Original tapestry back in the foyer of the Beehive
Something significant but unsung happened at the Beehive this month. Off the wall for 20 years, the textile work Forest in the Sun by Joan Calvert and Guy Ngan was restored to the two-storied marble wall in the foyer of the Beehive.
The Beehive for many is a bastion of politics. However, at the time it was built it was also a bastion for art, craft and design. The Government and the architects wanted to ensure the building could be a flagship of New Zealand’s creativity.
Every inch of its interior was attended to: The finishes, artworks, softfurnishings, furniture, lamps, signage, menus and even coasters were all carefully considered and custom-made.
Two centre pieces of this design were to be the works commissioned for the Beehive foyer and the banqueting hall. Both were selected through a closed competition between invited artists, judged by a panel who included the government architect, the QEII Arts Council and two practising artists.
For the foyer, calls were sent to senior weavers for “the proposed commissioning of a hand-woven tapestry or wall hanging for the beehive”.
The chosen weavers could work with artists and/or wider weaving groups, and the winning work was a proposal by eminent weaver Joan Calvert in collaboration with artist Guy Ngan.
The commission fee for the work, inclusive of all costs, was a staggeringly low $4000 for a work of monumental scale to hang on the grey marble wall that backed the grand staircase.
Forest in the Sun 1976 was designed to be perfectly in tune with the architecture, scale, and importance of this site. It was the largest project Calvert had ever undertaken.
It was a remarkable achievement of collaboration. Calvert’s skills were paramount as she interpreted and translated into fibre a concept and design by sculptor and designer Ngan.
The hanging consisted of six adjacent panels, each 2.4 metres square in a horizontal T-shape.
Bursting with colour, the woollen wall hanging was intended to evoke the experience of a walk through native bush and looking up through a canopy of trees to be dazzled by sunlight filtering down.
The design perfectly addressed its subject while taking into consideration the restrictions of the site.
The work had to be welcoming, look good from a distance, but also have interest when closely viewed. It needed to be weighty enough to withstand drafts, but not too heavy.
To this end the cell-like holes form a crucial role in helping the work meld to the wall and lighten the load.
Most particularly it needed to fit the curve of the marble surface. As a result of these restrictions Calvert designed the work in parts with 5cm between each, enabling them to complete a whole and be suspended from narrow, aluminium rods.
The piece took 18 months to make, and Calvert enlisted the help of two others – Jean Ngan and Dorothea Turner, who undertook the laborious process of knotting two panels each over an eightmonth period.
In 1977 the work was hung in readiness for the formal opening of the building by Queen Elizabeth.
The hanging when installed was to be as permanent as the building itself. Sadly, like so many other works of this period, in 2003 (25 years later) when the Beehive was being refurbished, the work was removed and donated to Te Papa.
Disappearing into storage, it was not seen again until it was loaned to the Dowse Art Gallery as part of a Guy Ngan exhibition in 2019 – some 15 years after it was decommissioned.
Forest in the Sun is a perfect example of a site-specific work that, like so many of the works of this era, have been removed, lost, hidden or destroyed.
When Public Art Heritage Aotearoa New Zealand was formed in 2017, we set about connecting with Te Papa and Parliamentary Service to see if the work could be returned. A huge thank you to Dame Fran Wilde, who helped get this under way.
What a thrill to see it in all its splendour returned to its original site, and in time for the launch of Public Art Heritage Aotearoa New Zealand’s website – containing New Zealand’s first national register of 20th-century public art.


Your task is to retype every entry exactly while omitting the pictures.

[Items from a figure collection]
*** Begin section ***

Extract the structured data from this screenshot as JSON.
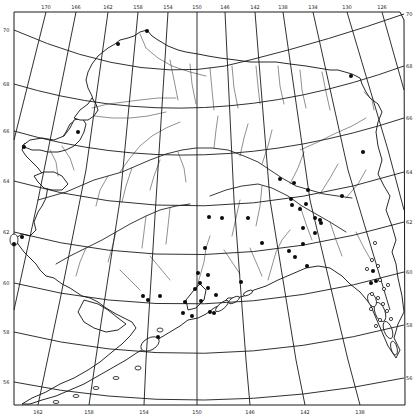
{
  "map": {
    "title": "Alaska",
    "style": "black-and-white outline map with graticule, drainage network and site markers",
    "colors": {
      "background": "#ffffff",
      "ink": "#111111"
    },
    "top_longitude_labels": [
      {
        "label": "170",
        "x": 46
      },
      {
        "label": "166",
        "x": 76
      },
      {
        "label": "162",
        "x": 108
      },
      {
        "label": "158",
        "x": 138
      },
      {
        "label": "154",
        "x": 168
      },
      {
        "label": "150",
        "x": 197
      },
      {
        "label": "146",
        "x": 225
      },
      {
        "label": "142",
        "x": 255
      },
      {
        "label": "138",
        "x": 283
      },
      {
        "label": "134",
        "x": 313
      },
      {
        "label": "130",
        "x": 347
      },
      {
        "label": "126",
        "x": 382
      }
    ],
    "bottom_longitude_labels": [
      {
        "label": "162",
        "x": 38
      },
      {
        "label": "158",
        "x": 89
      },
      {
        "label": "154",
        "x": 144
      },
      {
        "label": "150",
        "x": 197
      },
      {
        "label": "146",
        "x": 250
      },
      {
        "label": "142",
        "x": 305
      },
      {
        "label": "138",
        "x": 360
      }
    ],
    "left_latitude_labels": [
      {
        "label": "70",
        "y": 30
      },
      {
        "label": "68",
        "y": 84
      },
      {
        "label": "66",
        "y": 131
      },
      {
        "label": "64",
        "y": 181
      },
      {
        "label": "62",
        "y": 232
      },
      {
        "label": "60",
        "y": 283
      },
      {
        "label": "58",
        "y": 332
      },
      {
        "label": "56",
        "y": 382
      }
    ],
    "right_latitude_labels": [
      {
        "label": "70",
        "y": 14
      },
      {
        "label": "68",
        "y": 66
      },
      {
        "label": "66",
        "y": 118
      },
      {
        "label": "64",
        "y": 172
      },
      {
        "label": "62",
        "y": 222
      },
      {
        "label": "60",
        "y": 272
      },
      {
        "label": "58",
        "y": 325
      },
      {
        "label": "56",
        "y": 378
      }
    ],
    "sites_filled": [
      [
        118,
        44
      ],
      [
        147,
        31
      ],
      [
        78,
        132
      ],
      [
        24,
        147
      ],
      [
        351,
        76
      ],
      [
        280,
        179
      ],
      [
        294,
        183
      ],
      [
        308,
        190
      ],
      [
        291,
        199
      ],
      [
        315,
        218
      ],
      [
        321,
        223
      ],
      [
        320,
        220
      ],
      [
        262,
        243
      ],
      [
        289,
        251
      ],
      [
        295,
        257
      ],
      [
        307,
        266
      ],
      [
        209,
        217
      ],
      [
        222,
        218
      ],
      [
        248,
        218
      ],
      [
        292,
        205
      ],
      [
        300,
        209
      ],
      [
        306,
        204
      ],
      [
        303,
        228
      ],
      [
        315,
        233
      ],
      [
        303,
        244
      ],
      [
        342,
        196
      ],
      [
        363,
        152
      ],
      [
        205,
        248
      ],
      [
        208,
        275
      ],
      [
        198,
        273
      ],
      [
        200,
        283
      ],
      [
        208,
        288
      ],
      [
        216,
        295
      ],
      [
        192,
        316
      ],
      [
        185,
        302
      ],
      [
        160,
        296
      ],
      [
        143,
        296
      ],
      [
        148,
        300
      ],
      [
        214,
        313
      ],
      [
        210,
        312
      ],
      [
        241,
        282
      ],
      [
        201,
        301
      ],
      [
        158,
        337
      ],
      [
        183,
        313
      ],
      [
        195,
        289
      ],
      [
        373,
        271
      ],
      [
        371,
        283
      ],
      [
        376,
        281
      ],
      [
        22,
        237
      ],
      [
        14,
        244
      ]
    ],
    "sites_open": [
      [
        375,
        243
      ],
      [
        372,
        260
      ],
      [
        378,
        266
      ],
      [
        367,
        269
      ],
      [
        380,
        280
      ],
      [
        388,
        285
      ],
      [
        384,
        289
      ],
      [
        372,
        294
      ],
      [
        378,
        298
      ],
      [
        383,
        304
      ],
      [
        371,
        309
      ],
      [
        387,
        311
      ],
      [
        391,
        319
      ],
      [
        380,
        320
      ],
      [
        376,
        326
      ]
    ]
  }
}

*** End section ***

**FINISHED TASK:**
Extract the structured data from this screenshot as JSON.
{
  "map": {
    "title": "Alaska",
    "style": "black-and-white outline map with graticule, drainage network and site markers",
    "colors": {
      "background": "#ffffff",
      "ink": "#111111"
    },
    "top_longitude_labels": [
      {
        "label": "170",
        "x": 46
      },
      {
        "label": "166",
        "x": 76
      },
      {
        "label": "162",
        "x": 108
      },
      {
        "label": "158",
        "x": 138
      },
      {
        "label": "154",
        "x": 168
      },
      {
        "label": "150",
        "x": 197
      },
      {
        "label": "146",
        "x": 225
      },
      {
        "label": "142",
        "x": 255
      },
      {
        "label": "138",
        "x": 283
      },
      {
        "label": "134",
        "x": 313
      },
      {
        "label": "130",
        "x": 347
      },
      {
        "label": "126",
        "x": 382
      }
    ],
    "bottom_longitude_labels": [
      {
        "label": "162",
        "x": 38
      },
      {
        "label": "158",
        "x": 89
      },
      {
        "label": "154",
        "x": 144
      },
      {
        "label": "150",
        "x": 197
      },
      {
        "label": "146",
        "x": 250
      },
      {
        "label": "142",
        "x": 305
      },
      {
        "label": "138",
        "x": 360
      }
    ],
    "left_latitude_labels": [
      {
        "label": "70",
        "y": 30
      },
      {
        "label": "68",
        "y": 84
      },
      {
        "label": "66",
        "y": 131
      },
      {
        "label": "64",
        "y": 181
      },
      {
        "label": "62",
        "y": 232
      },
      {
        "label": "60",
        "y": 283
      },
      {
        "label": "58",
        "y": 332
      },
      {
        "label": "56",
        "y": 382
      }
    ],
    "right_latitude_labels": [
      {
        "label": "70",
        "y": 14
      },
      {
        "label": "68",
        "y": 66
      },
      {
        "label": "66",
        "y": 118
      },
      {
        "label": "64",
        "y": 172
      },
      {
        "label": "62",
        "y": 222
      },
      {
        "label": "60",
        "y": 272
      },
      {
        "label": "58",
        "y": 325
      },
      {
        "label": "56",
        "y": 378
      }
    ],
    "sites_filled": [
      [
        118,
        44
      ],
      [
        147,
        31
      ],
      [
        78,
        132
      ],
      [
        24,
        147
      ],
      [
        351,
        76
      ],
      [
        280,
        179
      ],
      [
        294,
        183
      ],
      [
        308,
        190
      ],
      [
        291,
        199
      ],
      [
        315,
        218
      ],
      [
        321,
        223
      ],
      [
        320,
        220
      ],
      [
        262,
        243
      ],
      [
        289,
        251
      ],
      [
        295,
        257
      ],
      [
        307,
        266
      ],
      [
        209,
        217
      ],
      [
        222,
        218
      ],
      [
        248,
        218
      ],
      [
        292,
        205
      ],
      [
        300,
        209
      ],
      [
        306,
        204
      ],
      [
        303,
        228
      ],
      [
        315,
        233
      ],
      [
        303,
        244
      ],
      [
        342,
        196
      ],
      [
        363,
        152
      ],
      [
        205,
        248
      ],
      [
        208,
        275
      ],
      [
        198,
        273
      ],
      [
        200,
        283
      ],
      [
        208,
        288
      ],
      [
        216,
        295
      ],
      [
        192,
        316
      ],
      [
        185,
        302
      ],
      [
        160,
        296
      ],
      [
        143,
        296
      ],
      [
        148,
        300
      ],
      [
        214,
        313
      ],
      [
        210,
        312
      ],
      [
        241,
        282
      ],
      [
        201,
        301
      ],
      [
        158,
        337
      ],
      [
        183,
        313
      ],
      [
        195,
        289
      ],
      [
        373,
        271
      ],
      [
        371,
        283
      ],
      [
        376,
        281
      ],
      [
        22,
        237
      ],
      [
        14,
        244
      ]
    ],
    "sites_open": [
      [
        375,
        243
      ],
      [
        372,
        260
      ],
      [
        378,
        266
      ],
      [
        367,
        269
      ],
      [
        380,
        280
      ],
      [
        388,
        285
      ],
      [
        384,
        289
      ],
      [
        372,
        294
      ],
      [
        378,
        298
      ],
      [
        383,
        304
      ],
      [
        371,
        309
      ],
      [
        387,
        311
      ],
      [
        391,
        319
      ],
      [
        380,
        320
      ],
      [
        376,
        326
      ]
    ]
  }
}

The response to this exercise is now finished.